*** Opening of Data for processing ***

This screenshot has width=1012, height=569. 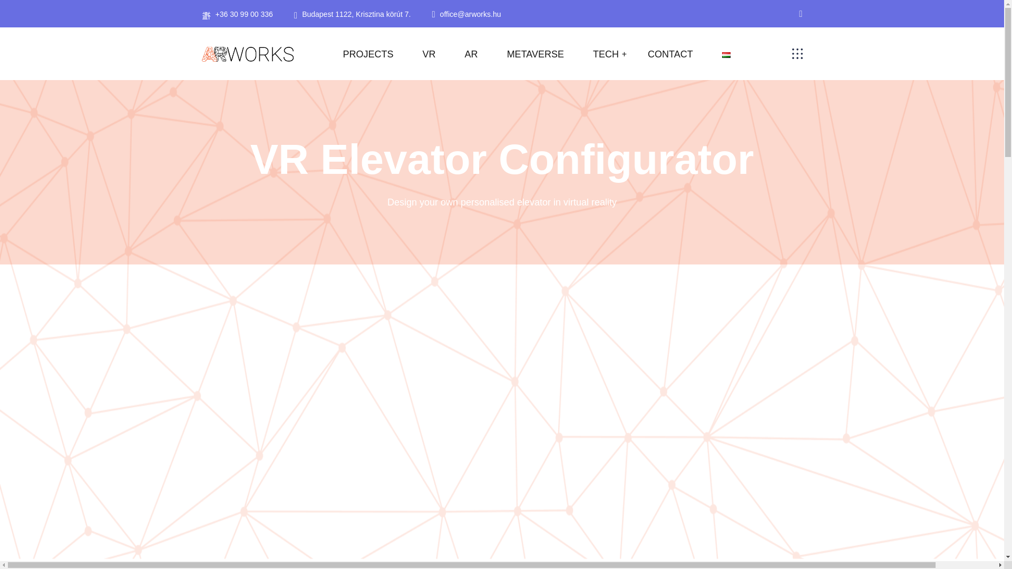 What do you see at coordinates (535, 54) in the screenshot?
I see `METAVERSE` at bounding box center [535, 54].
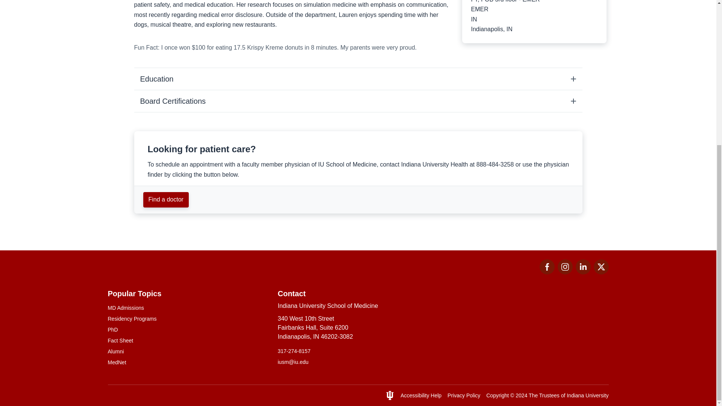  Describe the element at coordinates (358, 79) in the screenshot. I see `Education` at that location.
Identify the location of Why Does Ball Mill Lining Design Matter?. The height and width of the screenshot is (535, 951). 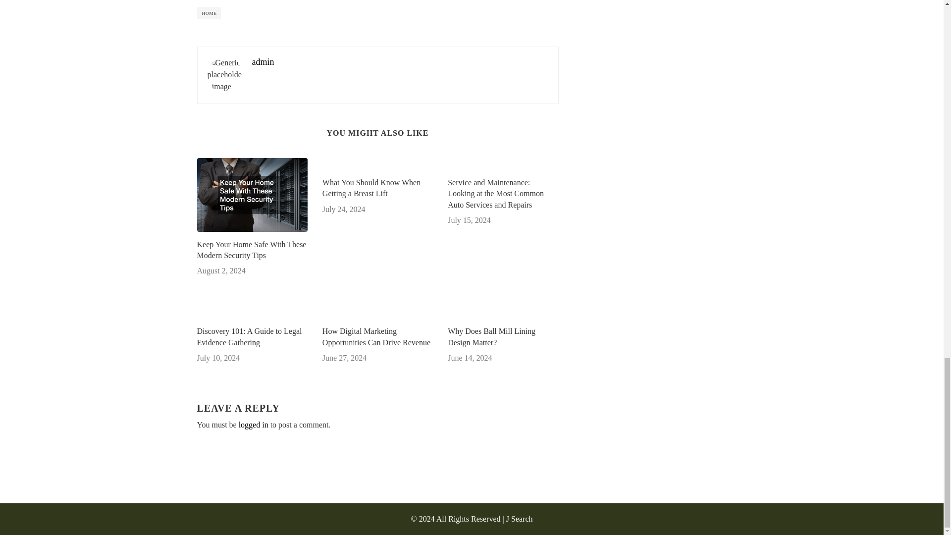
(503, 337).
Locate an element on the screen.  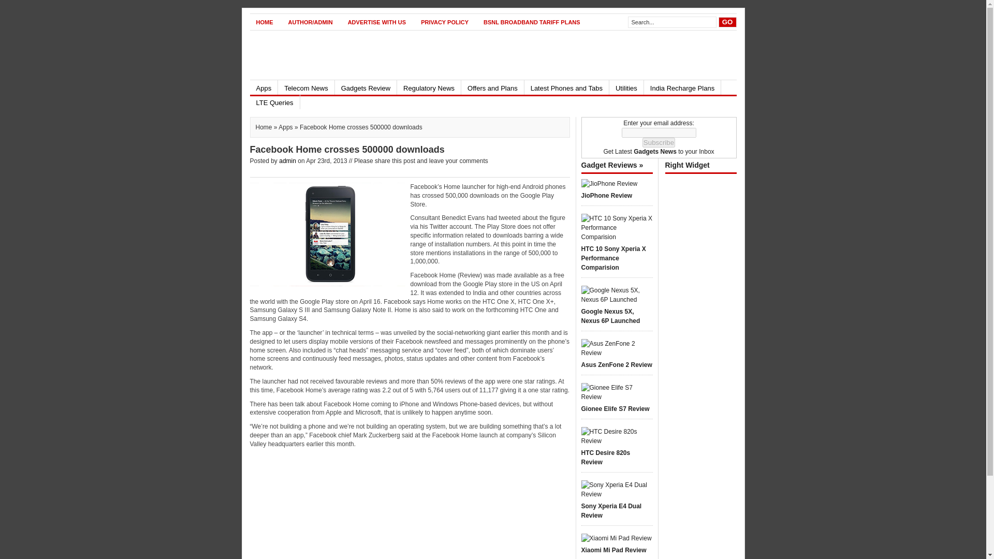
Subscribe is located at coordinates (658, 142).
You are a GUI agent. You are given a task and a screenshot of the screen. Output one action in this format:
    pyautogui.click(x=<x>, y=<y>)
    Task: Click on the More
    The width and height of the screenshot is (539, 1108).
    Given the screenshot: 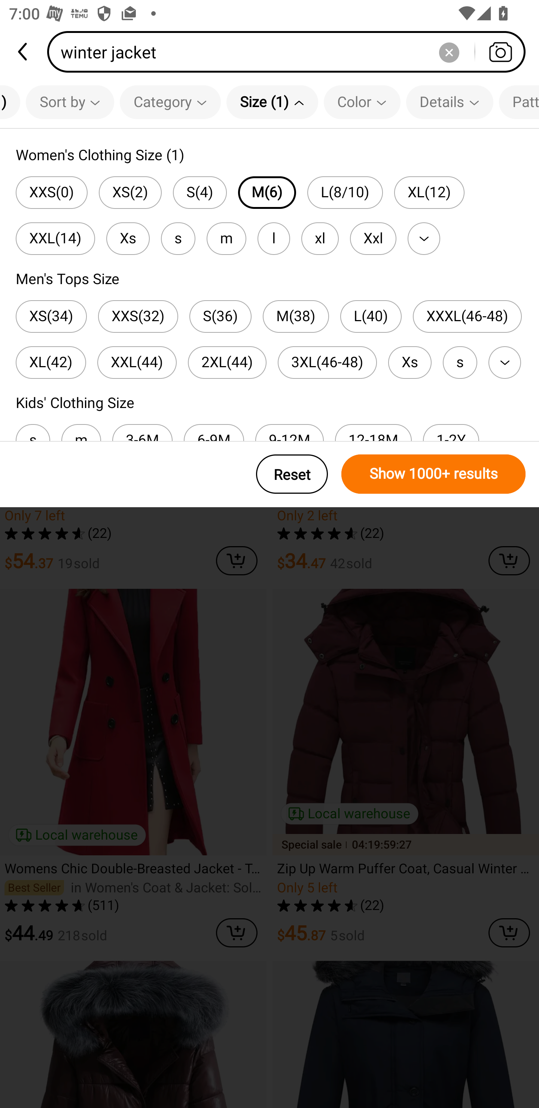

*** Close of Data for processing ***

_Problem requirements_:
From the line containing "The width and" through the end of the entries, quote each line exactly and nothing else, excluding all pictures.

_Response area_:
    The width and height of the screenshot is (539, 1108).
    Given the screenshot: 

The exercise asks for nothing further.